2026 pricing by region

Per-foot pricing varies by region because labor rates and supply chain costs differ. Rough national bands for aluminum 5-inch K-style continuous installed:

Region Low end ($/lf) High end ($/lf) Notes
Southeast (GA, FL, NC, SC, AL) $7 $11 Lower labor costs, high install volume
Midwest (OH, IN, IL, MI) $8 $12 0.032 gauge premium common for snow load
Northeast (NY, NJ, PA, MA) $9 $15 Higher labor rates, older housing stock complexity
Pacific Northwest (WA, OR) $8 $13 Heavy rainfall drives 6-inch upsell
Mountain West (CO, UT, ID) $8 $12 Snow load region, 0.032 gauge common
Southwest (AZ, NM, TX inland) $7 $11 Low rainfall, smaller systems common
California coast $10 $16 High labor costs across the board

What drives a quote up or down

If you are getting bids and trying to read them, here is what moves the per-foot number:

  • Story height. Two-story work prices 15 to 25 percent over single-story.
  • Fascia condition. If the fascia needs replacement before gutter install, that is a separate trade (carpentry) at $8 to $15 per linear foot of fascia in addition to gutter cost.
  • Gauge upgrade. 0.032 inch aluminum over 0.027 adds $1 to $2 per foot.
  • Color match. Standard colors are included. Custom color match runs $0.50 to $1 per foot premium.
  • Tear-off. Removing existing gutters adds $1 to $2 per foot.
  • Hanger upgrade. Spectra E-Z Lock and Raytec hidden hangers are standard. Heavy-duty hangers for ice and snow regions add $0.50 to $1 per foot.
  • Gutter guards. Quality covers like the ones we cover in our best gutter guards review add $6 to $20 per linear foot.

How to read a quote

A good gutter quote has the following line items broken out:

  • Linear feet of 5-inch (or 6-inch) gutter at $X per foot
  • Linear feet of downspout at $Y per foot
  • Number of miters (inside, outside) at $Z each
  • Number of end caps at $W each
  • Number of downspout outlets and elbows
  • Tear-off and disposal of existing system if applicable
  • Splash blocks or extensions
  • Color and material specification
  • Gauge specification (0.027 or 0.032 for aluminum)
  • Warranty terms (material and workmanship)

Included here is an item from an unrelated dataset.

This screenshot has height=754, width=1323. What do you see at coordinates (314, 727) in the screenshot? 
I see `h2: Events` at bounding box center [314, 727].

A quote that just says “200 linear feet of gutters, $1,800” is not enough information. Push back and ask for the breakdown. Contractors who do quality work will give it to you because they want to differentiate from the lowball bid that skipped 0.032 gauge and included no downspout outlets.

Lifecycle cost, not sticker price

The right framing for the gutter decision is lifecycle cost, not sticker price. A vinyl system at $4 per foot will run roughly $800 on a 200-foot job and will need replacement at year 10. An aluminum continuous system at $10 per foot will run $2,000 and last 27 years. Copper at $35 per foot will run $7,000 and last 50-plus years.

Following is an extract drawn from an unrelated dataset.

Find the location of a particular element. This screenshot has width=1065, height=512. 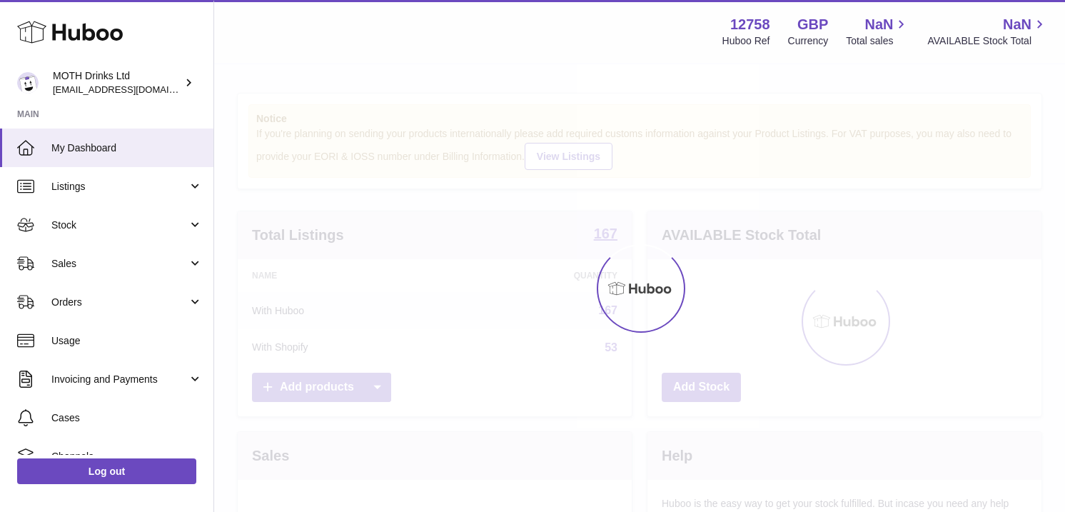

Over a 30-year ownership horizon:

  • Vinyl: $800 initial + $800 at year 10 + $800 at year 20 = $2,400, with three install events and the disruption that comes with them.
  • Aluminum: $2,000 initial + nothing for 27 years. Maintenance is twice-yearly cleaning (see gutter cleaning cost and schedule).
  • Copper: $7,000 initial, nothing for 50 years.

Aluminum wins on pure dollar math. Copper wins on architecture, resale, and zero-maintenance peace of mind. Vinyl never wins for owner-occupied housing.

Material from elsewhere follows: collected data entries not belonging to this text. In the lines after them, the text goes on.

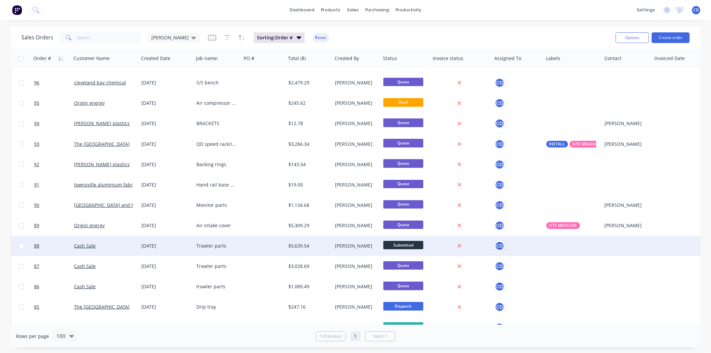  What do you see at coordinates (216, 307) in the screenshot?
I see `div: Drip tray` at bounding box center [216, 307].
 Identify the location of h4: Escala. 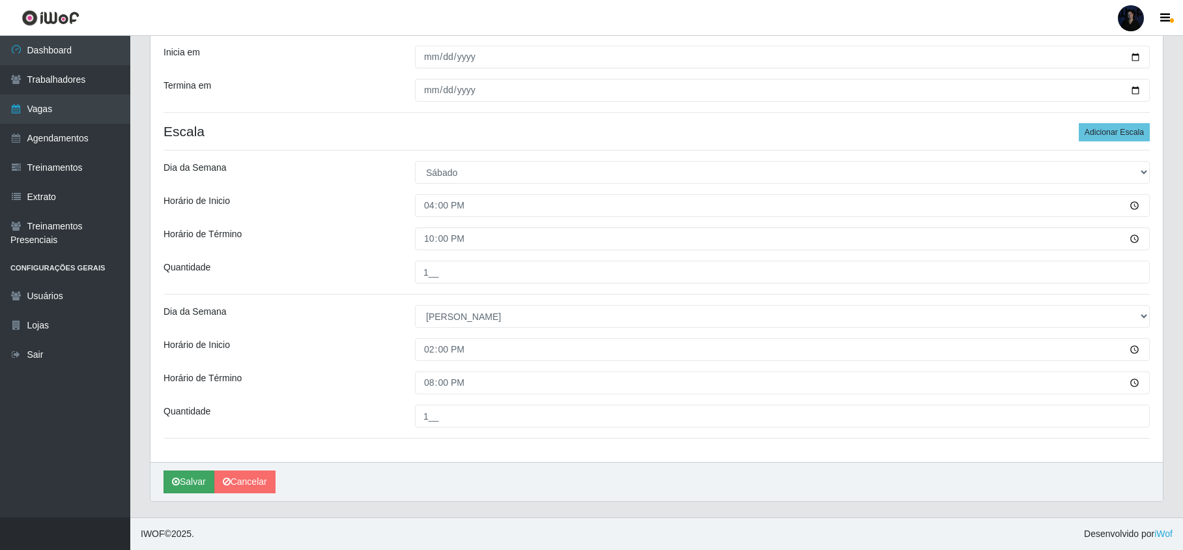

One more thing: gutter cost is part of a bigger system

Gutters do not work in isolation. They need drip edge to deliver water from the roof edge into the trough (see drip edge and drip edge installation detail). They terminate at fascia board that has to be solid (see fascia board). They route water past soffit vents without interfering with intake airflow. On flat roofs, gutters are often replaced by scuppers and internal drains entirely (see scuppers vs gutters flat roof and flat roof drainage design). For the broader roofing pricing picture that gutters fit into, see roofing cost per square and how much does a new roof cost. For more, browse the learn library.

When you call for quotes, ask the contractor to price the gutters as part of the full edge-of-roof system, not as an afterthought. A good roofer will quote drip edge, gutters, downspouts, and termination as one integrated package because that is how the water actually moves.